My how the bloom is off the Obama rose. Richard Cohen sounds, well, like a CONTENTIONS blogger:

No one is accusing Obama of being likable. He is not unlikable, but he lacks Reagan’s (or Bill Clinton’s) warmth. What’s more, his career has been brief. He led no movement, was spokesman for no ideology and campaigned like a Nike sneaker — change instead of swoosh. He seems distant. No Irish jokes from him. For the average voter, he casts no shadow.

Reagan, by contrast, had been around forever. He was not defined solely by gauzy campaign ads but by countless speeches, two contentious and highly controversial terms as California governor, and a previous race for the presidency. There was never a question about who Reagan was and what he stood for. Not so Obama. About all he shares with Reagan at this point are low ratings.

I confess I am always baffled when pundits and voters say they like Obama but not his policies. What has been ingratiating about him? He’s thin-skinned, prickly, and robotic. He’s unduly nasty to political opponents. He doesn’t seem to like us (especially ordinary Americans who have taken to the streets and town halls), so why should we like him?

I suspect the canned response (“Oh sure, we like him, just not his handling of [fill in the blank]”) is a form of politeness, perhaps even wariness of expressing personal distaste for our first African American president. The idea of Obama has proved infinitely more attractive than the reality. Not even liberals like him anymore.

But Cohen’s not done:

What has come to be called the Obama Paradox is not a paradox at all. Voters lack faith in him making the right economic decisions because, as far as they’re concerned, he hasn’t. He went for health-care reform, not jobs. He supported the public option, then he didn’t. He’s been cold to Israel’s Binyamin Netanyahu and then all over him like a cheap suit. Americans know Obama is smart. But we still don’t know him. Before Americans can give him credit for what he’s done, they have to know who he is. We’re waiting.
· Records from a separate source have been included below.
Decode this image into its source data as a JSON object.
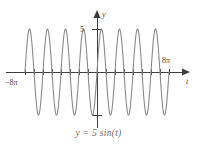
{
  "figure": {
    "caption": "y = 5 sin(t)",
    "background_color": "#ffffff",
    "curve_color": "#8a8a8a",
    "axis_color": "#3d3d3d",
    "label_color": "#4a4a4a",
    "caption_color": "#6e6e6e"
  },
  "axes": {
    "x_axis_variable": "t",
    "y_axis_variable": "y",
    "x_left_label": "−8π",
    "x_right_label": "8π",
    "y_top_label": "5",
    "y_bottom_label": ""
  },
  "chart_data": {
    "type": "line",
    "title": "",
    "subtitle": "",
    "xlabel": "t",
    "ylabel": "y",
    "legend": [],
    "legend_position": "none",
    "grid": false,
    "xlim": [
      -25.1327,
      25.1327
    ],
    "ylim": [
      -5.8,
      5.8
    ],
    "xtick_labels": [
      "−8π",
      "8π"
    ],
    "xtick_values": [
      -25.1327,
      25.1327
    ],
    "ytick_labels": [
      "5"
    ],
    "ytick_values": [
      5
    ],
    "unlabeled_ytick_values": [
      -5
    ],
    "x_tick_spacing_pi": 1,
    "annotations": [
      "y = 5 sin(t)"
    ],
    "series": [
      {
        "name": "y = 5 sin(t)",
        "expression": "5*sin(t)",
        "amplitude": 5,
        "period_pi": 2,
        "cycles_shown": 8,
        "color": "#8a8a8a",
        "x_start": -25.1327,
        "x_end": 25.1327,
        "samples": 800
      }
    ]
  }
}
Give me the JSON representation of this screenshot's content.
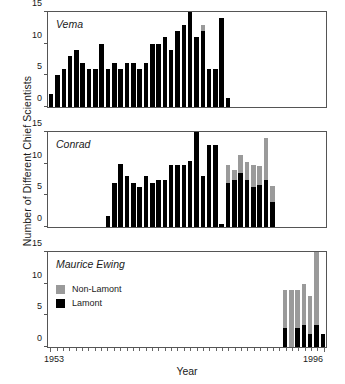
{
  "chart_data": {
    "type": "bar",
    "title": "",
    "xlabel": "Year",
    "ylabel": "Number of Different Chief Scientists",
    "xlim": [
      1953,
      1996
    ],
    "ylim": [
      0,
      15
    ],
    "yticks": [
      0,
      5,
      10,
      15
    ],
    "ytick_labels": [
      "0",
      "5",
      "10",
      "15"
    ],
    "x_start_label": "1953",
    "x_end_label": "1996",
    "grid": false,
    "stacked": true,
    "legend_position": "inside-bottom-panel",
    "legend": [
      {
        "key": "non_lamont",
        "label": "Non-Lamont",
        "color": "#9a9a9a"
      },
      {
        "key": "lamont",
        "label": "Lamont",
        "color": "#000000"
      }
    ],
    "panels": [
      {
        "name": "vema",
        "label": "Vema",
        "years": [
          1953,
          1954,
          1955,
          1956,
          1957,
          1958,
          1959,
          1960,
          1961,
          1962,
          1963,
          1964,
          1965,
          1966,
          1967,
          1968,
          1969,
          1970,
          1971,
          1972,
          1973,
          1974,
          1975,
          1976,
          1977,
          1978,
          1979,
          1980,
          1981
        ],
        "series": [
          {
            "name": "Lamont",
            "values": [
              2,
              5,
              6,
              8,
              9,
              7,
              6,
              6,
              10,
              6,
              7,
              6,
              7,
              7,
              6,
              7,
              10,
              10,
              11,
              9,
              12,
              13,
              15,
              11,
              12,
              6,
              6,
              14,
              1.5
            ]
          },
          {
            "name": "Non-Lamont",
            "values": [
              0,
              0,
              0,
              0,
              0,
              0,
              0,
              0,
              0,
              0,
              0,
              0,
              0,
              0,
              0,
              0,
              0,
              0,
              0,
              0,
              0,
              0,
              0,
              0,
              1,
              0,
              0,
              0,
              0
            ]
          }
        ]
      },
      {
        "name": "conrad",
        "label": "Conrad",
        "years": [
          1962,
          1963,
          1964,
          1965,
          1966,
          1967,
          1968,
          1969,
          1970,
          1971,
          1972,
          1973,
          1974,
          1975,
          1976,
          1977,
          1978,
          1979,
          1980,
          1981,
          1982,
          1983,
          1984,
          1985,
          1986,
          1987,
          1988,
          1989
        ],
        "series": [
          {
            "name": "Lamont",
            "values": [
              1.8,
              7,
              10,
              8,
              7,
              6.3,
              8,
              7,
              7.5,
              7.5,
              9.8,
              9.8,
              9.8,
              10.5,
              15,
              8,
              13,
              13,
              0.5,
              7,
              7.5,
              8.5,
              7.5,
              6.3,
              6.7,
              7.5,
              4,
              0
            ]
          },
          {
            "name": "Non-Lamont",
            "values": [
              0,
              0,
              0,
              0,
              0,
              0,
              0,
              0,
              0,
              0,
              0,
              0,
              0,
              0,
              0,
              0,
              0,
              0,
              0,
              2.8,
              1.5,
              2.8,
              2.8,
              3.5,
              3,
              6.5,
              2.5,
              0
            ]
          }
        ]
      },
      {
        "name": "ewing",
        "label": "Maurice Ewing",
        "years": [
          1990,
          1991,
          1992,
          1993,
          1994,
          1995,
          1996
        ],
        "series": [
          {
            "name": "Lamont",
            "values": [
              3,
              0,
              3,
              3.5,
              2,
              3.5,
              2
            ]
          },
          {
            "name": "Non-Lamont",
            "values": [
              6,
              9,
              6,
              6.5,
              6,
              11.5,
              0
            ]
          }
        ]
      }
    ]
  }
}
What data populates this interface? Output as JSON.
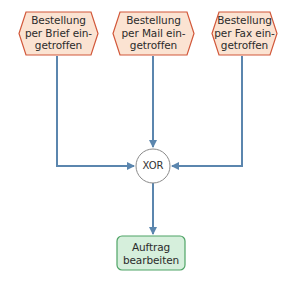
{
  "diagram": {
    "type": "EPC (Ereignisgesteuerte Prozesskette)",
    "colors": {
      "event_fill": "#fbe3d2",
      "event_stroke": "#d2583a",
      "function_fill": "#d6efdc",
      "function_stroke": "#4fa466",
      "connector_fill": "#ffffff",
      "connector_stroke": "#8a8a8a",
      "arrow": "#5b86ae"
    },
    "events": [
      {
        "id": "event-brief",
        "label": "Bestellung\nper Brief ein-\ngetroffen"
      },
      {
        "id": "event-mail",
        "label": "Bestellung\nper Mail ein-\ngetroffen"
      },
      {
        "id": "event-fax",
        "label": "Bestellung\nper Fax ein-\ngetroffen"
      }
    ],
    "connector": {
      "id": "xor",
      "label": "XOR"
    },
    "function": {
      "id": "function-auftrag",
      "label": "Auftrag\nbearbeiten"
    },
    "edges": [
      {
        "from": "event-brief",
        "to": "xor"
      },
      {
        "from": "event-mail",
        "to": "xor"
      },
      {
        "from": "event-fax",
        "to": "xor"
      },
      {
        "from": "xor",
        "to": "function-auftrag"
      }
    ]
  }
}
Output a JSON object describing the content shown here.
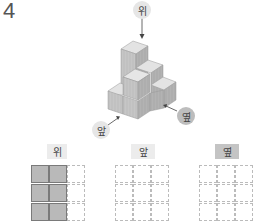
{
  "question_number": "4",
  "figure": {
    "arrow_labels": {
      "top": "위",
      "front": "앞",
      "side": "옆"
    },
    "cube_color": "#c9c9c9"
  },
  "views": [
    {
      "label": "위",
      "highlighted": false,
      "filled_cells": [
        [
          0,
          0
        ],
        [
          0,
          1
        ],
        [
          1,
          0
        ],
        [
          1,
          1
        ],
        [
          2,
          0
        ],
        [
          2,
          1
        ]
      ]
    },
    {
      "label": "앞",
      "highlighted": false,
      "filled_cells": []
    },
    {
      "label": "옆",
      "highlighted": true,
      "filled_cells": []
    }
  ],
  "grid": {
    "rows": 3,
    "cols": 3
  }
}
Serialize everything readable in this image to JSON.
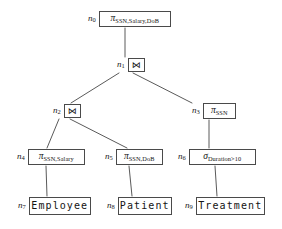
{
  "diagram": {
    "background": "#ffffff",
    "line_color": "#5a5a5a",
    "box_border_color": "#4a4a4a",
    "text_color": "#141414"
  },
  "nodes": {
    "n0": {
      "id": "n0",
      "label": "n",
      "index": "0",
      "kind": "projection",
      "operator": "π",
      "subscript": "SSN,Salary,DoB",
      "text": "πSSN,Salary,DoB"
    },
    "n1": {
      "id": "n1",
      "label": "n",
      "index": "1",
      "kind": "join",
      "operator": "⋈",
      "subscript": "",
      "text": "⋈"
    },
    "n2": {
      "id": "n2",
      "label": "n",
      "index": "2",
      "kind": "join",
      "operator": "⋈",
      "subscript": "",
      "text": "⋈"
    },
    "n3": {
      "id": "n3",
      "label": "n",
      "index": "3",
      "kind": "projection",
      "operator": "π",
      "subscript": "SSN",
      "text": "πSSN"
    },
    "n4": {
      "id": "n4",
      "label": "n",
      "index": "4",
      "kind": "projection",
      "operator": "π",
      "subscript": "SSN,Salary",
      "text": "πSSN,Salary"
    },
    "n5": {
      "id": "n5",
      "label": "n",
      "index": "5",
      "kind": "projection",
      "operator": "π",
      "subscript": "SSN,DoB",
      "text": "πSSN,DoB"
    },
    "n6": {
      "id": "n6",
      "label": "n",
      "index": "6",
      "kind": "selection",
      "operator": "σ",
      "subscript": "Duration>10",
      "text": "σDuration>10"
    },
    "n7": {
      "id": "n7",
      "label": "n",
      "index": "7",
      "kind": "relation",
      "operator": "",
      "subscript": "",
      "text": "Employee"
    },
    "n8": {
      "id": "n8",
      "label": "n",
      "index": "8",
      "kind": "relation",
      "operator": "",
      "subscript": "",
      "text": "Patient"
    },
    "n9": {
      "id": "n9",
      "label": "n",
      "index": "9",
      "kind": "relation",
      "operator": "",
      "subscript": "",
      "text": "Treatment"
    }
  },
  "edges": [
    {
      "from": "n0",
      "to": "n1"
    },
    {
      "from": "n1",
      "to": "n2"
    },
    {
      "from": "n1",
      "to": "n3"
    },
    {
      "from": "n2",
      "to": "n4"
    },
    {
      "from": "n2",
      "to": "n5"
    },
    {
      "from": "n3",
      "to": "n6"
    },
    {
      "from": "n4",
      "to": "n7"
    },
    {
      "from": "n5",
      "to": "n8"
    },
    {
      "from": "n6",
      "to": "n9"
    }
  ]
}
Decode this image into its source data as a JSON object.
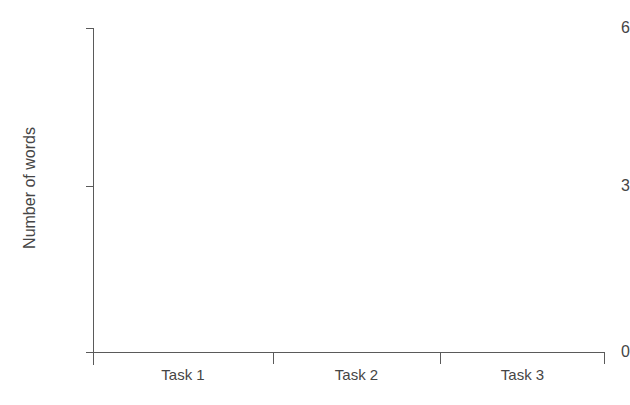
{
  "chart_data": {
    "type": "bar",
    "title": "",
    "subtitle": "",
    "xlabel": "",
    "ylabel": "Number of words",
    "categories": [
      "Task 1",
      "Task 2",
      "Task 3"
    ],
    "values": [
      0,
      0,
      0
    ],
    "series": [],
    "ylim": [
      0,
      6
    ],
    "y_ticks": [
      "0",
      "3",
      "6"
    ],
    "y_tick_values": [
      0,
      3,
      6
    ],
    "grid": false,
    "legend": false,
    "legend_position": "none",
    "annotations": [],
    "note": "Empty plot frame: axes and labels are drawn but no data series is rendered in the plot area."
  },
  "axes": {
    "y": {
      "label": "Number of words",
      "ticks": [
        {
          "label": "6",
          "value": 6
        },
        {
          "label": "3",
          "value": 3
        },
        {
          "label": "0",
          "value": 0
        }
      ]
    },
    "x": {
      "label": "",
      "categories": [
        {
          "label": "Task 1"
        },
        {
          "label": "Task 2"
        },
        {
          "label": "Task 3"
        }
      ]
    }
  },
  "style": {
    "background": "#ffffff",
    "axis_color": "#5a5a5a",
    "text_color": "#454545"
  }
}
Or perhaps they know who he is (the prototypical Ivy League leftist) and still don’t like him. I will leave to others to debate whether he is “smart” or merely glib. (At the health-care summit, did he seem as smart as Paul Ryan?) What we do know is that he hasn’t been smart on politics (ask Nancy Pelosi), on the economy, or on the war on terror (how smart is it to excise the name of our enemy?).

The degree to which the entire debate has shifted is striking. We know how he has enraged and motivated conservatives. But now the left makes little or no effort to defend their once-messianic figure and seems to parrot many of the right’s complaints. If this is how Cohen, a rather reliable liberal voice, feels about Obama, imagine what independent voters in Ohio and Indiana and California must be thinking. We’ll get a hint this November.